Reading the article, How a Pandemic Malaise Is Shaping American Politics, (Sub headed … Four years later, the shadow of the pandemic continues to play a profound role in voters’ pessimism and distrust amid a presidential rematch) By Lisa Lerer, Jennifer Medina and Reid J. Epstein, the in the New York Times on Sunday, March 24th, I was struck by the paragraph:

Public confidence in institutions — the presidency, public schools, the criminal justice system, the news media, Congress — slumped in surveys in the aftermath of the pandemic and has yet to recover. The pandemic hardened voter distrust in government, a sentiment Mr. Trump and his allies are using to their advantage. Fears of political violence, even civil war, are at record highs, and rankings of the nation’s happiness at record lows. And views of the nation’s economy and confidence in the future remain bleak, even as the country has defied expectations of a recession.

I had just read

We think loneliness is in our heads, but its source lies in the ruin of civil society by
Kenan Malik in the Guardian and Mr.

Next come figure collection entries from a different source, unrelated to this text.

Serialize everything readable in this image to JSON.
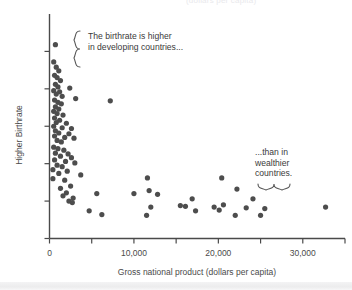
{
  "figure": {
    "clipped_top_text": "(dollars per capita)",
    "background_color": "#ffffff",
    "dot_color": "#4d4d4d",
    "axis_color": "#4a4a4a"
  },
  "annotations": {
    "developing": {
      "text": "The birthrate is higher\nin developing countries...",
      "brace": "left-curly-brace"
    },
    "wealthier": {
      "text": "...than in\nwealthier\ncountries.",
      "brace": "bottom-curly-brace"
    }
  },
  "chart_data": {
    "type": "scatter",
    "title": "",
    "xlabel": "Gross national product (dollars per capita)",
    "ylabel": "Higher Birthrate",
    "xlim": [
      0,
      35000
    ],
    "ylim": [
      0,
      6
    ],
    "grid": false,
    "legend": null,
    "xticks": [
      0,
      5000,
      10000,
      15000,
      20000,
      25000,
      30000,
      35000
    ],
    "xticklabels": [
      "0",
      "",
      "10,000",
      "",
      "20,000",
      "",
      "30,000",
      ""
    ],
    "yticks": [
      0,
      1,
      2,
      3,
      4,
      5
    ],
    "yticklabels": [
      "",
      "",
      "",
      "",
      "",
      ""
    ],
    "points": [
      [
        700,
        5.18
      ],
      [
        500,
        4.72
      ],
      [
        800,
        4.58
      ],
      [
        1100,
        4.48
      ],
      [
        600,
        4.36
      ],
      [
        900,
        4.3
      ],
      [
        1300,
        4.22
      ],
      [
        700,
        4.12
      ],
      [
        1000,
        4.05
      ],
      [
        2400,
        4.02
      ],
      [
        500,
        3.95
      ],
      [
        1200,
        3.92
      ],
      [
        800,
        3.86
      ],
      [
        1500,
        3.8
      ],
      [
        3100,
        3.74
      ],
      [
        600,
        3.7
      ],
      [
        1000,
        3.64
      ],
      [
        1400,
        3.6
      ],
      [
        7200,
        3.68
      ],
      [
        700,
        3.52
      ],
      [
        1100,
        3.46
      ],
      [
        500,
        3.4
      ],
      [
        900,
        3.34
      ],
      [
        1600,
        3.3
      ],
      [
        600,
        3.22
      ],
      [
        1200,
        3.16
      ],
      [
        800,
        3.1
      ],
      [
        2000,
        3.08
      ],
      [
        500,
        3.0
      ],
      [
        1500,
        2.96
      ],
      [
        2600,
        2.94
      ],
      [
        700,
        2.88
      ],
      [
        1100,
        2.82
      ],
      [
        2300,
        2.8
      ],
      [
        600,
        2.74
      ],
      [
        1800,
        2.7
      ],
      [
        2900,
        2.68
      ],
      [
        900,
        2.62
      ],
      [
        1400,
        2.58
      ],
      [
        500,
        2.44
      ],
      [
        1000,
        2.4
      ],
      [
        1700,
        2.36
      ],
      [
        700,
        2.28
      ],
      [
        2200,
        2.26
      ],
      [
        1300,
        2.2
      ],
      [
        2600,
        2.16
      ],
      [
        600,
        2.1
      ],
      [
        1900,
        2.06
      ],
      [
        3000,
        2.02
      ],
      [
        900,
        1.96
      ],
      [
        1500,
        1.92
      ],
      [
        400,
        1.84
      ],
      [
        2100,
        1.8
      ],
      [
        1100,
        1.74
      ],
      [
        3700,
        1.7
      ],
      [
        400,
        1.6
      ],
      [
        1800,
        1.56
      ],
      [
        11600,
        1.62
      ],
      [
        20400,
        1.62
      ],
      [
        2500,
        1.4
      ],
      [
        1300,
        1.34
      ],
      [
        22200,
        1.32
      ],
      [
        2000,
        1.22
      ],
      [
        5600,
        1.2
      ],
      [
        10000,
        1.2
      ],
      [
        12800,
        1.18
      ],
      [
        1600,
        1.14
      ],
      [
        11800,
        1.28
      ],
      [
        2800,
        1.08
      ],
      [
        2300,
        1.0
      ],
      [
        16900,
        1.06
      ],
      [
        24100,
        1.06
      ],
      [
        2700,
        0.96
      ],
      [
        15500,
        0.88
      ],
      [
        16100,
        0.86
      ],
      [
        19500,
        0.84
      ],
      [
        20600,
        0.9
      ],
      [
        23300,
        0.82
      ],
      [
        12000,
        0.84
      ],
      [
        4700,
        0.74
      ],
      [
        17300,
        0.74
      ],
      [
        20100,
        0.76
      ],
      [
        25500,
        0.8
      ],
      [
        6200,
        0.64
      ],
      [
        11500,
        0.62
      ],
      [
        22000,
        0.62
      ],
      [
        25000,
        0.62
      ],
      [
        32700,
        0.84
      ]
    ]
  }
}
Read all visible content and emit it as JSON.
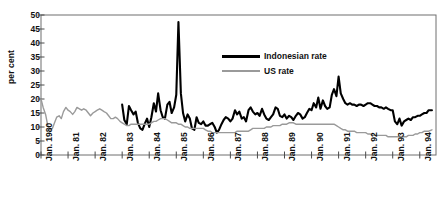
{
  "chart_data": {
    "type": "line",
    "title": "",
    "subtitle": "",
    "xlabel": "",
    "ylabel": "per cent",
    "ylim": [
      0,
      50
    ],
    "ytick_values": [
      0,
      5,
      10,
      15,
      20,
      25,
      30,
      35,
      40,
      45,
      50
    ],
    "ytick_labels": [
      "0",
      "5",
      "10",
      "15",
      "20",
      "25",
      "30",
      "35",
      "40",
      "45",
      "50"
    ],
    "grid": false,
    "legend_position": "upper-center-right",
    "xlim": [
      1980.0,
      1994.6
    ],
    "xtick_values": [
      1980,
      1981,
      1982,
      1983,
      1984,
      1985,
      1986,
      1987,
      1988,
      1989,
      1990,
      1991,
      1992,
      1993,
      1994
    ],
    "xtick_labels": [
      "Jan. 1980",
      "Jan. 81",
      "Jan. 82",
      "Jan. 83",
      "Jan. 84",
      "Jan. 85",
      "Jan. 86",
      "Jan. 87",
      "Jan. 88",
      "Jan. 89",
      "Jan. 90",
      "Jan. 91",
      "Jan. 92",
      "Jan. 93",
      "Jan. 94"
    ],
    "series": [
      {
        "name": "Indonesian rate",
        "color": "#000000",
        "linewidth": 2.1,
        "x": [
          1983.0,
          1983.08,
          1983.17,
          1983.25,
          1983.33,
          1983.42,
          1983.5,
          1983.58,
          1983.67,
          1983.75,
          1983.83,
          1983.92,
          1984.0,
          1984.08,
          1984.17,
          1984.25,
          1984.33,
          1984.42,
          1984.5,
          1984.58,
          1984.67,
          1984.75,
          1984.83,
          1984.92,
          1985.0,
          1985.08,
          1985.17,
          1985.25,
          1985.33,
          1985.42,
          1985.5,
          1985.58,
          1985.67,
          1985.75,
          1985.83,
          1985.92,
          1986.0,
          1986.08,
          1986.17,
          1986.25,
          1986.33,
          1986.42,
          1986.5,
          1986.58,
          1986.67,
          1986.75,
          1986.83,
          1986.92,
          1987.0,
          1987.08,
          1987.17,
          1987.25,
          1987.33,
          1987.42,
          1987.5,
          1987.58,
          1987.67,
          1987.75,
          1987.83,
          1987.92,
          1988.0,
          1988.08,
          1988.17,
          1988.25,
          1988.33,
          1988.42,
          1988.5,
          1988.58,
          1988.67,
          1988.75,
          1988.83,
          1988.92,
          1989.0,
          1989.08,
          1989.17,
          1989.25,
          1989.33,
          1989.42,
          1989.5,
          1989.58,
          1989.67,
          1989.75,
          1989.83,
          1989.92,
          1990.0,
          1990.08,
          1990.17,
          1990.25,
          1990.33,
          1990.42,
          1990.5,
          1990.58,
          1990.67,
          1990.75,
          1990.83,
          1990.92,
          1991.0,
          1991.08,
          1991.17,
          1991.25,
          1991.33,
          1991.42,
          1991.5,
          1991.58,
          1991.67,
          1991.75,
          1991.83,
          1991.92,
          1992.0,
          1992.08,
          1992.17,
          1992.25,
          1992.33,
          1992.42,
          1992.5,
          1992.58,
          1992.67,
          1992.75,
          1992.83,
          1992.92,
          1993.0,
          1993.08,
          1993.17,
          1993.25,
          1993.33,
          1993.42,
          1993.5,
          1993.58,
          1993.67,
          1993.75,
          1993.83,
          1993.92,
          1994.0,
          1994.08,
          1994.17,
          1994.25,
          1994.33,
          1994.45
        ],
        "y": [
          18.0,
          12.5,
          11.0,
          17.5,
          16.0,
          14.5,
          15.5,
          11.5,
          9.5,
          9.0,
          11.0,
          13.0,
          10.0,
          13.5,
          18.5,
          15.5,
          22.0,
          16.0,
          13.5,
          13.0,
          18.0,
          19.0,
          15.0,
          17.0,
          21.5,
          47.5,
          22.0,
          15.0,
          12.0,
          14.5,
          13.0,
          9.5,
          9.0,
          13.5,
          11.5,
          11.0,
          12.0,
          10.5,
          10.5,
          11.0,
          11.5,
          10.0,
          8.0,
          9.0,
          11.0,
          12.5,
          13.5,
          13.0,
          12.0,
          13.0,
          16.0,
          14.5,
          15.5,
          13.0,
          13.5,
          12.0,
          16.0,
          17.0,
          15.5,
          14.5,
          15.0,
          14.0,
          16.5,
          14.5,
          13.0,
          12.5,
          13.5,
          14.5,
          17.0,
          16.5,
          14.0,
          13.5,
          14.5,
          13.0,
          14.0,
          13.5,
          12.5,
          14.0,
          15.0,
          14.5,
          13.0,
          13.5,
          15.0,
          16.5,
          16.0,
          18.5,
          17.0,
          20.5,
          16.5,
          19.5,
          17.5,
          16.5,
          17.0,
          21.5,
          23.5,
          21.0,
          28.0,
          22.0,
          20.0,
          18.5,
          18.0,
          18.5,
          18.0,
          18.0,
          17.5,
          18.0,
          18.0,
          17.5,
          18.0,
          18.5,
          18.5,
          18.0,
          17.5,
          17.5,
          17.0,
          17.0,
          16.5,
          17.0,
          16.5,
          16.0,
          16.0,
          12.0,
          11.0,
          13.0,
          10.5,
          12.0,
          12.5,
          13.0,
          12.5,
          13.5,
          13.5,
          14.0,
          14.0,
          14.5,
          15.0,
          15.0,
          16.0,
          16.0
        ]
      },
      {
        "name": "US rate",
        "color": "#9a9a9a",
        "linewidth": 1.4,
        "x": [
          1980.0,
          1980.08,
          1980.17,
          1980.25,
          1980.33,
          1980.42,
          1980.5,
          1980.58,
          1980.67,
          1980.75,
          1980.83,
          1980.92,
          1981.0,
          1981.08,
          1981.17,
          1981.25,
          1981.33,
          1981.42,
          1981.5,
          1981.58,
          1981.67,
          1981.75,
          1981.83,
          1981.92,
          1982.0,
          1982.08,
          1982.17,
          1982.25,
          1982.33,
          1982.42,
          1982.5,
          1982.58,
          1982.67,
          1982.75,
          1982.83,
          1982.92,
          1983.0,
          1983.08,
          1983.17,
          1983.25,
          1983.33,
          1983.42,
          1983.5,
          1983.58,
          1983.67,
          1983.75,
          1983.83,
          1983.92,
          1984.0,
          1984.08,
          1984.17,
          1984.25,
          1984.33,
          1984.42,
          1984.5,
          1984.58,
          1984.67,
          1984.75,
          1984.83,
          1984.92,
          1985.0,
          1985.08,
          1985.17,
          1985.25,
          1985.33,
          1985.42,
          1985.5,
          1985.58,
          1985.67,
          1985.75,
          1985.83,
          1985.92,
          1986.0,
          1986.08,
          1986.17,
          1986.25,
          1986.33,
          1986.42,
          1986.5,
          1986.58,
          1986.67,
          1986.75,
          1986.83,
          1986.92,
          1987.0,
          1987.08,
          1987.17,
          1987.25,
          1987.33,
          1987.42,
          1987.5,
          1987.58,
          1987.67,
          1987.75,
          1987.83,
          1987.92,
          1988.0,
          1988.08,
          1988.17,
          1988.25,
          1988.33,
          1988.42,
          1988.5,
          1988.58,
          1988.67,
          1988.75,
          1988.83,
          1988.92,
          1989.0,
          1989.08,
          1989.17,
          1989.25,
          1989.33,
          1989.42,
          1989.5,
          1989.58,
          1989.67,
          1989.75,
          1989.83,
          1989.92,
          1990.0,
          1990.08,
          1990.17,
          1990.25,
          1990.33,
          1990.42,
          1990.5,
          1990.58,
          1990.67,
          1990.75,
          1990.83,
          1990.92,
          1991.0,
          1991.08,
          1991.17,
          1991.25,
          1991.33,
          1991.42,
          1991.5,
          1991.58,
          1991.67,
          1991.75,
          1991.83,
          1991.92,
          1992.0,
          1992.08,
          1992.17,
          1992.25,
          1992.33,
          1992.42,
          1992.5,
          1992.58,
          1992.67,
          1992.75,
          1992.83,
          1992.92,
          1993.0,
          1993.08,
          1993.17,
          1993.25,
          1993.33,
          1993.42,
          1993.5,
          1993.58,
          1993.67,
          1993.75,
          1993.83,
          1993.92,
          1994.0,
          1994.08,
          1994.17,
          1994.25,
          1994.33,
          1994.45
        ],
        "y": [
          20.0,
          17.0,
          14.5,
          10.5,
          9.0,
          9.5,
          11.5,
          13.5,
          14.0,
          13.0,
          15.5,
          17.0,
          16.0,
          15.5,
          14.5,
          15.5,
          17.0,
          16.5,
          16.0,
          16.5,
          16.0,
          15.0,
          14.0,
          15.0,
          15.5,
          16.0,
          16.5,
          16.0,
          15.5,
          15.0,
          14.0,
          13.0,
          13.0,
          13.5,
          13.0,
          12.0,
          11.5,
          11.0,
          10.5,
          10.5,
          11.0,
          11.0,
          11.0,
          11.0,
          11.0,
          11.0,
          11.0,
          11.0,
          11.0,
          11.5,
          12.0,
          12.0,
          12.5,
          13.0,
          13.0,
          13.0,
          12.5,
          12.0,
          11.5,
          11.5,
          11.5,
          11.0,
          11.0,
          10.5,
          10.0,
          10.0,
          9.5,
          9.5,
          9.5,
          9.5,
          9.5,
          9.5,
          9.5,
          9.0,
          8.5,
          8.5,
          8.0,
          8.0,
          8.0,
          8.0,
          8.0,
          8.0,
          8.0,
          8.0,
          8.0,
          8.0,
          8.0,
          8.5,
          8.5,
          8.5,
          8.5,
          8.5,
          8.5,
          9.0,
          9.5,
          9.5,
          9.5,
          9.5,
          9.5,
          9.5,
          10.0,
          10.0,
          10.0,
          10.5,
          10.5,
          10.5,
          10.5,
          11.0,
          11.0,
          11.0,
          11.5,
          11.5,
          11.5,
          11.0,
          11.0,
          11.0,
          11.0,
          11.0,
          11.0,
          11.0,
          11.0,
          11.0,
          11.0,
          11.0,
          11.0,
          11.0,
          11.0,
          11.0,
          11.0,
          11.0,
          11.0,
          10.5,
          10.0,
          9.5,
          9.0,
          9.0,
          8.5,
          8.5,
          8.5,
          8.5,
          8.0,
          8.0,
          8.0,
          8.0,
          8.0,
          7.5,
          7.5,
          7.0,
          7.0,
          7.0,
          7.0,
          7.0,
          7.0,
          7.0,
          6.5,
          6.5,
          6.5,
          6.5,
          6.5,
          6.5,
          6.5,
          6.5,
          6.5,
          7.0,
          7.0,
          7.0,
          7.5,
          7.5,
          8.0,
          8.0,
          8.5,
          8.5,
          8.5,
          9.0
        ]
      }
    ],
    "legend": [
      {
        "label": "Indonesian rate",
        "color": "#000000",
        "style": "thick"
      },
      {
        "label": "US rate",
        "color": "#9a9a9a",
        "style": "thin"
      }
    ]
  }
}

Malik writes:

There is a deeper issue, too: the tendency to individualise social issues, whether poverty or unemployment, to view them as psychological dispositions or even as moral failure.

As I understand it, we don’t trust anything or anyone and we blame ourselves.

3.23.2024 – quiet⁠ — and yet a

quiet⁠ — and yet a
voice forever against the
timeless walls of time

Let’s go see old Abe
Sitting in the marble and the moonlight,
Sitting lonely in the marble and the moonlight,
Quiet for ten thousand centuries, old Abe.
Quiet for a million, million centuries.
Quiet⁠ — and yet a voice forever
Against the timeless walls of time,
Old Abe.

Lincoln Monument from Poetry. compiled from poems published between 1921 and 1928 by Langston Hughes.